This is going to be a huge can of worms. How does one determine how blue-ish a headlight really is, and where is the cutoff between street legal OEM HID headlights and aftermarket retrofits and blue-tinted halogens?
:caution:
Well, they're not going by conformity to headlight regulations (which actually do specify chromaticity limits), but by claiming the headlights are blue lights, as reserved by law to police vehicles.
- If your bulbs (even if HIDs or having blue-tinted glass) do conform to the color regs, you should have no problem beating it in court, as the color defined for a white bulb can't possibly be blue. But I suspect these mostly won't be ticketed in the first place. If they are, then yeah, it opens a can of worms that will procede to crawl over the whole enforcement push.
- If your bulbs are the crazy 10000K HIDs, yeah, they're blue, and I'm pretty sure you can't get out of it, even though it's a long way from the intent of the blue-lights-are-for-cops law -- at best, you'll get off the hook for that and they'll prosecute you for illegal headlights. No worm-can here.
- If they're in-between -- bluer than the headlight regs permit, but definitely a cool tint of white rather than anything honestly describable as blue -- I'd say there's some chance of being ticketed and some chance not, even for the same headlights. Between the huge advantage given the state in infraction cases (whether fair or not), and the lack of solid evidence you can bring without proving yourself in violation of headlight regs, I imagine the officer's judgment will be upheld 99% of the time; there's no way these cases can really do any worm-opening.
If you're asking whether officers will be issued a breathalyzer equivalent for measuring CCT or full chromaticity... well, of course not. That would be helpful if you wanted to enforce the headlight regs, but I'm sure the reason they're going with the blue lights law in the first place is because they want to keep it a simple visual judgment so they can make money from tickets without paying for test equipment.
Anyway, I think I'm going to go design and market snap-on "Tennessee orange" covers that go over your blue-filtered halogens to avoid getting busted while driving through
Hazzard -- I mean Robertson -- county. Should sell like hotcakes. :cool:
As for the argument that this will do some good... Really? You mean the people paying $100 or more up-front to "upgrade" their car with glare-spattering blue HIDs will all of a sudden stop when they get hit with a $250 fine for having their headlights "too bright" (you
know that's what they'll say they were ticketed for!)? Yeah, they're violating the regulations (the DOT headlight regulations, anyway), so I'm
not saying they shouldn't be busted for it, but I'm skeptical as to what actual effect this will have in making the roads safer.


* Exercise aim *
Search the listing below for the string "vectors" and copy every line where it occurs.

:: Given data

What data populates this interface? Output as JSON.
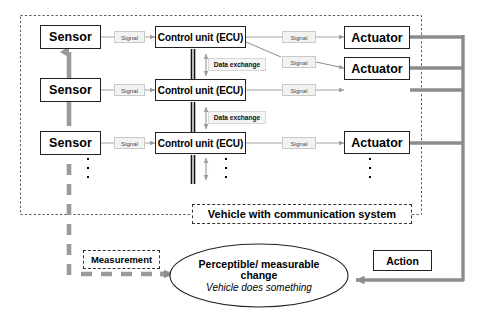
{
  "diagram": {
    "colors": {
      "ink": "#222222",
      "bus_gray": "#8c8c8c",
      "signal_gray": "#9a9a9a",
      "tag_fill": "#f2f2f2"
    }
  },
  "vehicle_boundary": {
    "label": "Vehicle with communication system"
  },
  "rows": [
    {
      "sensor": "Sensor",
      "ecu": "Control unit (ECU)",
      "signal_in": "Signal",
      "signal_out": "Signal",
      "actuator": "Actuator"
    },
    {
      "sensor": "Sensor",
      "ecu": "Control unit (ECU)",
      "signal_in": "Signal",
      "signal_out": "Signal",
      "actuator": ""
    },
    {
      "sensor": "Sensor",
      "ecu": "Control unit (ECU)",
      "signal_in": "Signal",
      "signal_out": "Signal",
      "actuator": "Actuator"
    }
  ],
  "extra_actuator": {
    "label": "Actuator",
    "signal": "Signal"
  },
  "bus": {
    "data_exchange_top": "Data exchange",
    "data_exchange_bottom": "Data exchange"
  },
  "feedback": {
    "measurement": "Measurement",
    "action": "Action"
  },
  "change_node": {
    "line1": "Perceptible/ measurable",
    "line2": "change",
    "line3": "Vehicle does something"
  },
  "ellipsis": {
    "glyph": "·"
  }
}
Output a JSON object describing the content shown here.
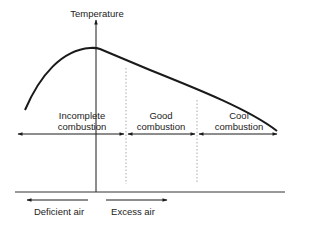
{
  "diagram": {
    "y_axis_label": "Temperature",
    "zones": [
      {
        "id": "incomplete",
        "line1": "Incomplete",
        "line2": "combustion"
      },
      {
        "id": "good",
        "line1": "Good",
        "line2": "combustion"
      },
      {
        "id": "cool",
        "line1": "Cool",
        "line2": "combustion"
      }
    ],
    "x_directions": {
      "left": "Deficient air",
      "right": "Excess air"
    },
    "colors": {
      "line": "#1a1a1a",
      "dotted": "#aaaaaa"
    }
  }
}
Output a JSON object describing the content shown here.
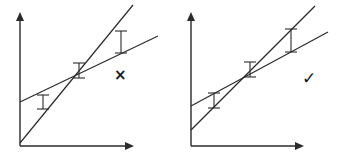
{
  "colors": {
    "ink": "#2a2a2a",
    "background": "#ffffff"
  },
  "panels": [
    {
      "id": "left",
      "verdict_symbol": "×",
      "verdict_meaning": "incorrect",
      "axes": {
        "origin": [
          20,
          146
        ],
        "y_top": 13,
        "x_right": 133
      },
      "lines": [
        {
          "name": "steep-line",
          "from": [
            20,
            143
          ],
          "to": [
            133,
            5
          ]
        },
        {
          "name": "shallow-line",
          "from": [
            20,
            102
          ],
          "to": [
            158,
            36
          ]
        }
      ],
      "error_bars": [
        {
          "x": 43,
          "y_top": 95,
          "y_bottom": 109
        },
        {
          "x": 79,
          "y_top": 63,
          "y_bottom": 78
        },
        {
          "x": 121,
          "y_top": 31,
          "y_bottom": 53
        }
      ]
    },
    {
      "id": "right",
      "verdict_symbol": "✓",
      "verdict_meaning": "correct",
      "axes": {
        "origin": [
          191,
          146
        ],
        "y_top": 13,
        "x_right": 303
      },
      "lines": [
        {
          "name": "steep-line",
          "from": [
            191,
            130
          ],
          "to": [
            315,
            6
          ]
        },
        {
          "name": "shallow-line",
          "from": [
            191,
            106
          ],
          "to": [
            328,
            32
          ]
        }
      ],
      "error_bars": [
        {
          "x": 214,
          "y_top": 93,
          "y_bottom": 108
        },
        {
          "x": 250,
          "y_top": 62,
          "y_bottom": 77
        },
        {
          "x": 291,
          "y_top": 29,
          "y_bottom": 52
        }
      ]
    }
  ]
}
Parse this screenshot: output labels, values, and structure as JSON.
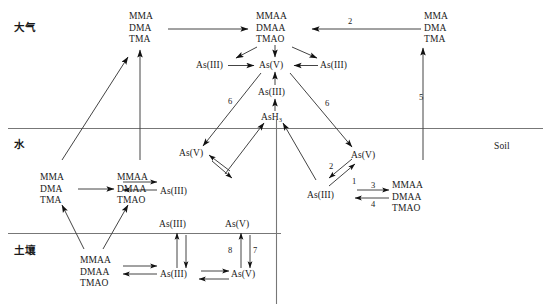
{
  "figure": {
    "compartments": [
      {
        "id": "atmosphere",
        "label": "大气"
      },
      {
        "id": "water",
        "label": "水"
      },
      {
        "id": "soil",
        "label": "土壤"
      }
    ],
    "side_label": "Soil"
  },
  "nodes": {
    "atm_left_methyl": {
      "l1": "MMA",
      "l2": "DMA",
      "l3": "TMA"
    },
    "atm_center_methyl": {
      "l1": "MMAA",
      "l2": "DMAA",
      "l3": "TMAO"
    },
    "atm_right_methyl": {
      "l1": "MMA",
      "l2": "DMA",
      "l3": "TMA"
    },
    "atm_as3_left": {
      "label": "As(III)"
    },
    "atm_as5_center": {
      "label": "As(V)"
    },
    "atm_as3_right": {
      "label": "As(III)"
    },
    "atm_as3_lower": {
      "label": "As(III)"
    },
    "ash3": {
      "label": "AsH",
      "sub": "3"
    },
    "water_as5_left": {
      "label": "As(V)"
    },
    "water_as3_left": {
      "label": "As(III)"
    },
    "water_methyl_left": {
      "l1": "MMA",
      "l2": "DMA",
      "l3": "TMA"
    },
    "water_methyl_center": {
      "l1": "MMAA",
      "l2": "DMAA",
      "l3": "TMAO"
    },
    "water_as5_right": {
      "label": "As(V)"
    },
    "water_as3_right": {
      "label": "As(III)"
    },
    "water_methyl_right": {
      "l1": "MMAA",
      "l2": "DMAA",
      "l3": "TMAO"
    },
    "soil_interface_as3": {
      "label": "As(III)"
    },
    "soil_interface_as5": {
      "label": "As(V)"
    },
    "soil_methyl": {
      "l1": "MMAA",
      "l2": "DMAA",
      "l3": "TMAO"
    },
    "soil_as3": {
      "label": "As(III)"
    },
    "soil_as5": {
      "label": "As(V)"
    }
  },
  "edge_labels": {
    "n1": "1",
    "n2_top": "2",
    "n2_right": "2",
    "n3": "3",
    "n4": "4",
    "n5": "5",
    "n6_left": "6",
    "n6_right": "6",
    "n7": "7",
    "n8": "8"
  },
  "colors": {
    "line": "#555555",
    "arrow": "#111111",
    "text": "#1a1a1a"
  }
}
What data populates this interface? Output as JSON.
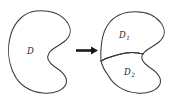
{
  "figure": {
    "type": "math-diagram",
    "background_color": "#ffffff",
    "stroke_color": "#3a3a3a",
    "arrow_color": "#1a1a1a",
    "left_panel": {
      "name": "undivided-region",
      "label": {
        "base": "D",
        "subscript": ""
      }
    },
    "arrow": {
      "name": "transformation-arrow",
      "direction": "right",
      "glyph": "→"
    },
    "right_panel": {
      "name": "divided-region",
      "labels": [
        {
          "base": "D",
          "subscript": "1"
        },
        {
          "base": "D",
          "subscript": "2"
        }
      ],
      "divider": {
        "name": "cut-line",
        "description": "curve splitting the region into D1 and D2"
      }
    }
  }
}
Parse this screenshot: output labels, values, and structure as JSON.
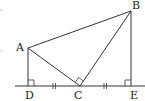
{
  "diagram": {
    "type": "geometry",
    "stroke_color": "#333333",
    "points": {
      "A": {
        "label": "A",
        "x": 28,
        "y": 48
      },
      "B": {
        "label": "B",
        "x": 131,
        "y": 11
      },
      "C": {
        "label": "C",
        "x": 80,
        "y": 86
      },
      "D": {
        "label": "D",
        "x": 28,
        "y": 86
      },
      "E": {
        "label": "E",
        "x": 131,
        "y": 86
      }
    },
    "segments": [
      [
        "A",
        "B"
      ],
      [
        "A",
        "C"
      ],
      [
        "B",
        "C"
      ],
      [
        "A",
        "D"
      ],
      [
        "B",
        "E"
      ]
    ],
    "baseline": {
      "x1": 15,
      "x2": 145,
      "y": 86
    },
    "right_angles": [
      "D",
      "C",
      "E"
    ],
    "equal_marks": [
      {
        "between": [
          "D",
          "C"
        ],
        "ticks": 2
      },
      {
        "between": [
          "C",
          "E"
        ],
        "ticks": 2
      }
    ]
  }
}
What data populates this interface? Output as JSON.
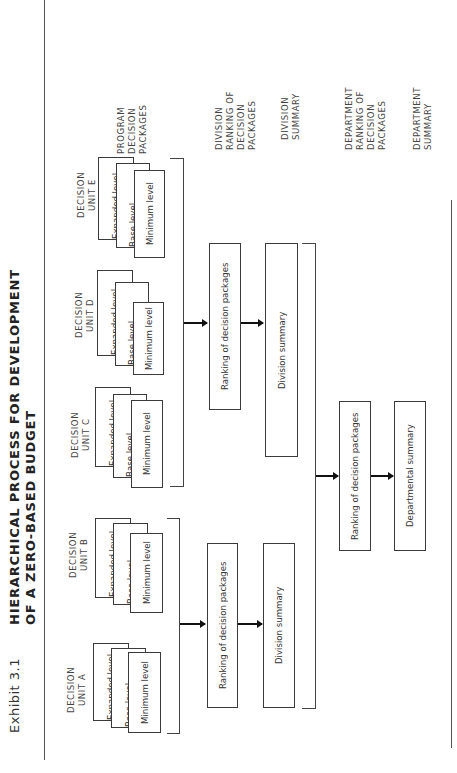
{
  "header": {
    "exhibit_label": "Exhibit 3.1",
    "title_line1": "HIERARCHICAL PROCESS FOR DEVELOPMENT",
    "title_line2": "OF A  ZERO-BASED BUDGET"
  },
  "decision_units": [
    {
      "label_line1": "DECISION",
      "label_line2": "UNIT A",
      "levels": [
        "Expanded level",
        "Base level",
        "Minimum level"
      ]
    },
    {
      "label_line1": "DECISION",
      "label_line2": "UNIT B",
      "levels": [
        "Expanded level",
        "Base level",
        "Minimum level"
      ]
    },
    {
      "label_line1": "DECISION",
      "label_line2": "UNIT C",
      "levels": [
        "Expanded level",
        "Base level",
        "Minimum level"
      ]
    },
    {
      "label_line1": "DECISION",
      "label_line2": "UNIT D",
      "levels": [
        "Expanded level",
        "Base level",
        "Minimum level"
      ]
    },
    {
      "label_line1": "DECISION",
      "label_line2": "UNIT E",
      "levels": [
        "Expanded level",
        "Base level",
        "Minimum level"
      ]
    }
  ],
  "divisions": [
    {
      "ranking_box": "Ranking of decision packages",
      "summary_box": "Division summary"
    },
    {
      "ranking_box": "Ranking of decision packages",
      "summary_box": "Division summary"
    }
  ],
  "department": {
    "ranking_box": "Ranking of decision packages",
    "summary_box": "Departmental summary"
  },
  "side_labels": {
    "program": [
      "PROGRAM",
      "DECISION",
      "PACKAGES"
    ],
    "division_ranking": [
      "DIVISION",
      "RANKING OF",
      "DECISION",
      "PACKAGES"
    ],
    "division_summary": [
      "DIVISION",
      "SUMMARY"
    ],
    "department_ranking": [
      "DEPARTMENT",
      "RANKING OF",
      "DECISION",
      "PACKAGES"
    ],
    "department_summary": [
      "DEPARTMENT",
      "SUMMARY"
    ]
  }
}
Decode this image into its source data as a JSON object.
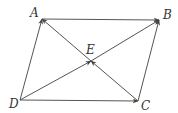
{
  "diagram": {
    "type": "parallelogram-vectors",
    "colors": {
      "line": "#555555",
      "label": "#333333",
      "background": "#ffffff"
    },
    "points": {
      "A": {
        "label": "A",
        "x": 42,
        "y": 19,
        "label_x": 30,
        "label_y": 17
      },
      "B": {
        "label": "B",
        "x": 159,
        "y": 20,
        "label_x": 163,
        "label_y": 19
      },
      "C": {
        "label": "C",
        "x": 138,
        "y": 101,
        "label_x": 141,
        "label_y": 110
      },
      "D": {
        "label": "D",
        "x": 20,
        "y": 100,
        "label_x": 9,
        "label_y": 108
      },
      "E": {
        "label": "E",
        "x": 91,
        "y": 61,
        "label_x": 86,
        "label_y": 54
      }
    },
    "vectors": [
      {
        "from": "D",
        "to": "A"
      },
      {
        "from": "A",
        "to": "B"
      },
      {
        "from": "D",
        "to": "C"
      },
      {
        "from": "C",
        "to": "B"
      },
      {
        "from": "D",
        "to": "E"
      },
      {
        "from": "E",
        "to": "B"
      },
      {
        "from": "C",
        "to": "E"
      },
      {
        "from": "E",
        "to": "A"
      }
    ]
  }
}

::::

* Answer to the problem *
    "type": "parallelogram-vectors",
    "vectors": [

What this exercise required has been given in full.